A constellation of new essays on authorship, politics and history, British Women's Writing in the Long Eighteenth Authorship, Politics and History presents the latest thinking about the debates raised by scholarship on gender and women's writing in the long eighteenth century. The essays highlight the ways in which women writers were key to the creation of the worlds of politics and letters in the period, reading the possibilities and limits of their engagement in those worlds as more complex and nuanced than earlier paradigms would suggest. Contributors include Norma Clarke, Janet Todd, Brian Southam , Harriet Guest, Isobel Grundy and Felicity Nussbaum. Published in association with the Chawton House Library, Hampshire - for more information, visit
Jennie Batchelor lives in Reigate, Surrey, with her partner and two children, and teaches at the University of Kent. She has written and edited several books on women's writing, eighteenth-century dress and early women's magazines, and regularly gives public lectures and writes articles and guest blogs on these and other subjects. In April 2016 Jennie appeared on the New Statesman's Hidden Histories podcast series, 'The Great Forgetting: Women Writers before Jane Austen', and in 2017 she was invited to speak at the Cheltenham Literary Festival with Lucy Worsley and Sarah Moss about the enduring popularity of Jane Austen. She can regularly be heard on podcasts, the radio and sometimes on TV.
Jennie's longstanding interest in the history of fashion and needlework led to her curation of 'The Great Lady's Magazine Stitch Off', a project for which people around the world recreated rare, surviving embroidery patterns from the Lady's Magazine for an exhibition to commemorate the 200th anniversary of the publication of Jane Austen's Emma at Chawton House Library. She is Patron of the Kent branch of the Jane Austen Society
I've had the pleasure of reviewing this book: Looser, Devoney. Rev. of British Women’s Writing in the Long Eighteenth Century: Authorship, Politics, and History, ed. Jennie Batchelor and Cora Kaplan. The Age of Johnson 19 (2009): 337–43. Print.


*WHAT THE EXERCISE ASKS*: What you return must be every line below that includes the word "side".

*DATA RECORDS*:
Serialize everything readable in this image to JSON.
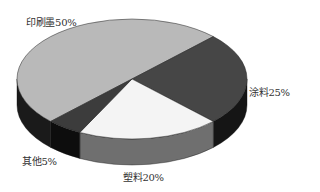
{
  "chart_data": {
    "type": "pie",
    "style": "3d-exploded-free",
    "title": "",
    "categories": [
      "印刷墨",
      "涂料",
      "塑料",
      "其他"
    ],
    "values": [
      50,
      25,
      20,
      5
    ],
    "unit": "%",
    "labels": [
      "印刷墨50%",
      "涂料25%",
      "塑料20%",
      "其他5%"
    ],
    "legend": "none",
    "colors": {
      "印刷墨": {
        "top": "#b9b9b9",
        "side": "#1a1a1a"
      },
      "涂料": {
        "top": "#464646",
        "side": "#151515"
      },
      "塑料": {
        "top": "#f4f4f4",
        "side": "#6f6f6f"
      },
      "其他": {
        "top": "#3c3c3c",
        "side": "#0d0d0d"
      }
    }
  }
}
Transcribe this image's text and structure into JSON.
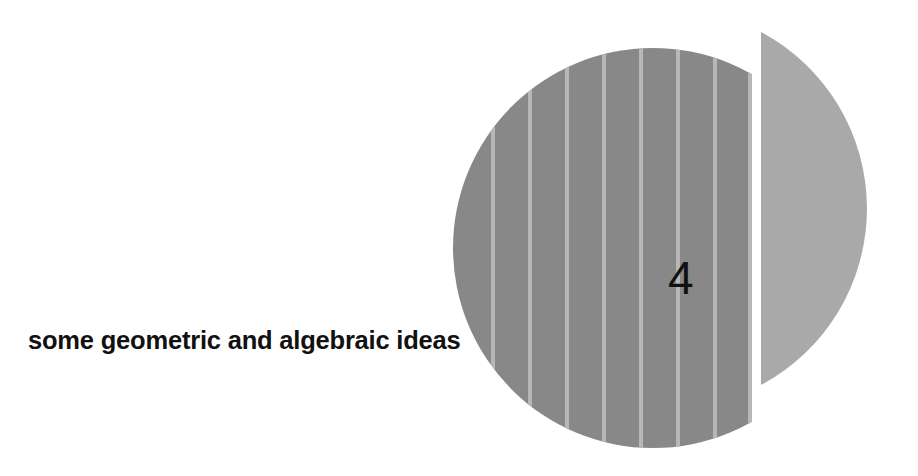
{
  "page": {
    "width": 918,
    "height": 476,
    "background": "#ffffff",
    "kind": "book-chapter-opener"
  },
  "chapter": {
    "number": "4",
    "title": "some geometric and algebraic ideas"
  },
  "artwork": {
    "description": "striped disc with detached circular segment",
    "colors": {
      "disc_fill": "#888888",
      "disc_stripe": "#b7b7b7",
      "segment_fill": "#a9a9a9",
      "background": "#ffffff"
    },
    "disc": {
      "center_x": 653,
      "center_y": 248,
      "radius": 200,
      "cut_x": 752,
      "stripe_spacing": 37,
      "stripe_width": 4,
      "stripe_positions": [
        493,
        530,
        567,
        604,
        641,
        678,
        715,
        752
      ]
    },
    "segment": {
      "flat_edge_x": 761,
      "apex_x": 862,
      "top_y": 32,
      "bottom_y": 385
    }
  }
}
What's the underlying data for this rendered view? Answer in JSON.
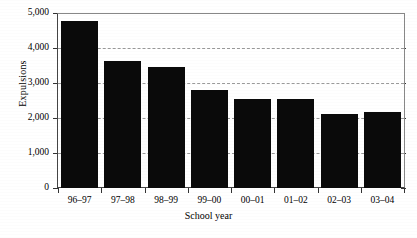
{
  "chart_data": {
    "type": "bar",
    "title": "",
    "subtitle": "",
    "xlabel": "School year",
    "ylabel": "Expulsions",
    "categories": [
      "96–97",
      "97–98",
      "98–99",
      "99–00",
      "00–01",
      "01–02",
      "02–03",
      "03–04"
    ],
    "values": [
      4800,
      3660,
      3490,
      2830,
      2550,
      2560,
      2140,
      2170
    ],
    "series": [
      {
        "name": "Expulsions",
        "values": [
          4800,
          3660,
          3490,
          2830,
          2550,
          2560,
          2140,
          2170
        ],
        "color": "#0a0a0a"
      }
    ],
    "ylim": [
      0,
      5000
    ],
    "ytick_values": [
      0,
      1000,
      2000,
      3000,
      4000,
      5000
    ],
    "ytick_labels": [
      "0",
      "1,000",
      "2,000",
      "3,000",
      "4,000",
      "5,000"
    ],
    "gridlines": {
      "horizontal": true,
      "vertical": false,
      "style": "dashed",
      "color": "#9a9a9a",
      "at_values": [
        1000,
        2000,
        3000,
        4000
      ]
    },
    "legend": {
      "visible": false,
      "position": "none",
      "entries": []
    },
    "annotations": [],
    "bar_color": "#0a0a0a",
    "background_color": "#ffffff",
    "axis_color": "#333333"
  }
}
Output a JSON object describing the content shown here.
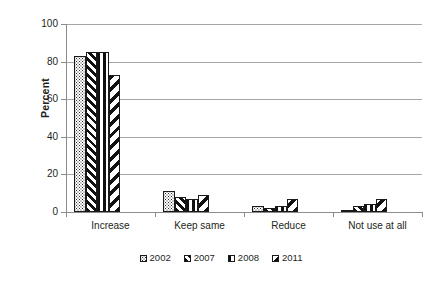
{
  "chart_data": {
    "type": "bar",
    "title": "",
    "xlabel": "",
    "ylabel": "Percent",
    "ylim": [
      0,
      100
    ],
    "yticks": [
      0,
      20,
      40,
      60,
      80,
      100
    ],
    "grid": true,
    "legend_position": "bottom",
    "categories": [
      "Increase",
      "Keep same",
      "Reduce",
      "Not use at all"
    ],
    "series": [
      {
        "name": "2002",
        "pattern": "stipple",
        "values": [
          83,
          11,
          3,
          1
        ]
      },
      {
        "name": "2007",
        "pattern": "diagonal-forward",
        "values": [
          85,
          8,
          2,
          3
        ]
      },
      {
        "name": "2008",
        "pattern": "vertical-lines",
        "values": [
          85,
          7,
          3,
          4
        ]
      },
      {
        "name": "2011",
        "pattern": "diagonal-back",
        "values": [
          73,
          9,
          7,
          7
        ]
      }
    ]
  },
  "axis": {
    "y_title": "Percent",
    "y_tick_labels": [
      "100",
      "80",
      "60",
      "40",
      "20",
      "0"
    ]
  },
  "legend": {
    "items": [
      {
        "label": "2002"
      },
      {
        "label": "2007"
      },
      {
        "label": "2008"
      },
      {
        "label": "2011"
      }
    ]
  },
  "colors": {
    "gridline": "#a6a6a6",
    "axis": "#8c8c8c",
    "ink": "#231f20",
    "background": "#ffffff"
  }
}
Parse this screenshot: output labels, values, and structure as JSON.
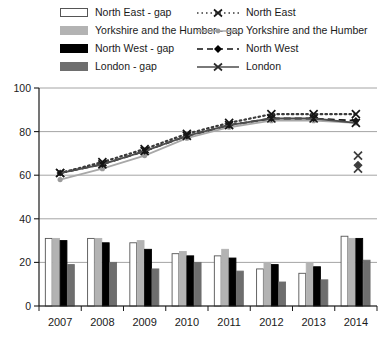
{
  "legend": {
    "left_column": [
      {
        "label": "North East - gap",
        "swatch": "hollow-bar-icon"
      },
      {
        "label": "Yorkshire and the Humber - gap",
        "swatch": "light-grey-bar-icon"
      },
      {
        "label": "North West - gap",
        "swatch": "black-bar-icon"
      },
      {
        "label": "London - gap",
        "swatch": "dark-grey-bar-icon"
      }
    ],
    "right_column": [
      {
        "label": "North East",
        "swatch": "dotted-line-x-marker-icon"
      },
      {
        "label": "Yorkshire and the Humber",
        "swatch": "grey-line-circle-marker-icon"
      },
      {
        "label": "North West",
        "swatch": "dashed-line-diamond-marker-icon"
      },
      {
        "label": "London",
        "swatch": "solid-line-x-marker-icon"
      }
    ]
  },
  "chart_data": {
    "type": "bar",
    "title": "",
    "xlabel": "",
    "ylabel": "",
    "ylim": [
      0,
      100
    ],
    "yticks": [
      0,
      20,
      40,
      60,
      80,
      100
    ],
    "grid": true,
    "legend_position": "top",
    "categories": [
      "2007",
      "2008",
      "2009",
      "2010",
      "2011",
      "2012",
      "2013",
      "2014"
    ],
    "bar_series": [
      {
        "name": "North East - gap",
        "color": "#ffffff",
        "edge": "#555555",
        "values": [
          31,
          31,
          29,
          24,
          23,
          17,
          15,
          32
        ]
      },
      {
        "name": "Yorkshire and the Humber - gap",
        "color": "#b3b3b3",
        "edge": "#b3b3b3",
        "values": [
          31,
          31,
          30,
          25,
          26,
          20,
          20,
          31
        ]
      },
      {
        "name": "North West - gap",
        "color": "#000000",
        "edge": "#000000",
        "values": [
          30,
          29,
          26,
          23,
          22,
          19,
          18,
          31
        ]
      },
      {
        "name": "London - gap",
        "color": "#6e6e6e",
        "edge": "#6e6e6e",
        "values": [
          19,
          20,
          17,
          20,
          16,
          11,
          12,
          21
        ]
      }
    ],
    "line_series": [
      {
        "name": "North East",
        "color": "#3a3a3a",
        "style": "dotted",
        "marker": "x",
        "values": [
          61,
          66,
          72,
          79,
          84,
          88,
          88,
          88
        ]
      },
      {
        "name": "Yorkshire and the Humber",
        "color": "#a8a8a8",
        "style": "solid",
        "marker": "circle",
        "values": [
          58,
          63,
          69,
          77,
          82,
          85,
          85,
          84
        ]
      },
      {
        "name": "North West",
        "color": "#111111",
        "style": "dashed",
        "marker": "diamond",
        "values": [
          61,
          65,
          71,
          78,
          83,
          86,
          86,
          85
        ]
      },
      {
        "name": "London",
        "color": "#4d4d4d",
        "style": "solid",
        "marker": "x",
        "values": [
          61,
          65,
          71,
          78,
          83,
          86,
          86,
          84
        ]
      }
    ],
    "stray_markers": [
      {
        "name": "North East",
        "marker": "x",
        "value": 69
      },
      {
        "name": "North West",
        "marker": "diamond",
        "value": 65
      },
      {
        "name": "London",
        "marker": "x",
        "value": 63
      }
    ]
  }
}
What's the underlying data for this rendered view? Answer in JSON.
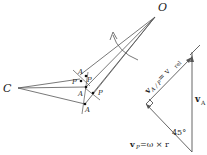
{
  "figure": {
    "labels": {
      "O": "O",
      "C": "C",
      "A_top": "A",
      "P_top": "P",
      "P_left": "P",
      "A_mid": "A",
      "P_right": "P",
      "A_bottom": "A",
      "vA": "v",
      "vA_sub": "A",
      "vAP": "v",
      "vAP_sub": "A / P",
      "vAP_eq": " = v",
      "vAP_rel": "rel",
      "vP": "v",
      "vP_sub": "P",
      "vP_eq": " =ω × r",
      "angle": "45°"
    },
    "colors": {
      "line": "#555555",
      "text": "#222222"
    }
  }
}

*RESULT*:
        "side": "#1a1a1a"
        "side": "#151515"
        "side": "#6f6f6f"
        "side": "#0d0d0d"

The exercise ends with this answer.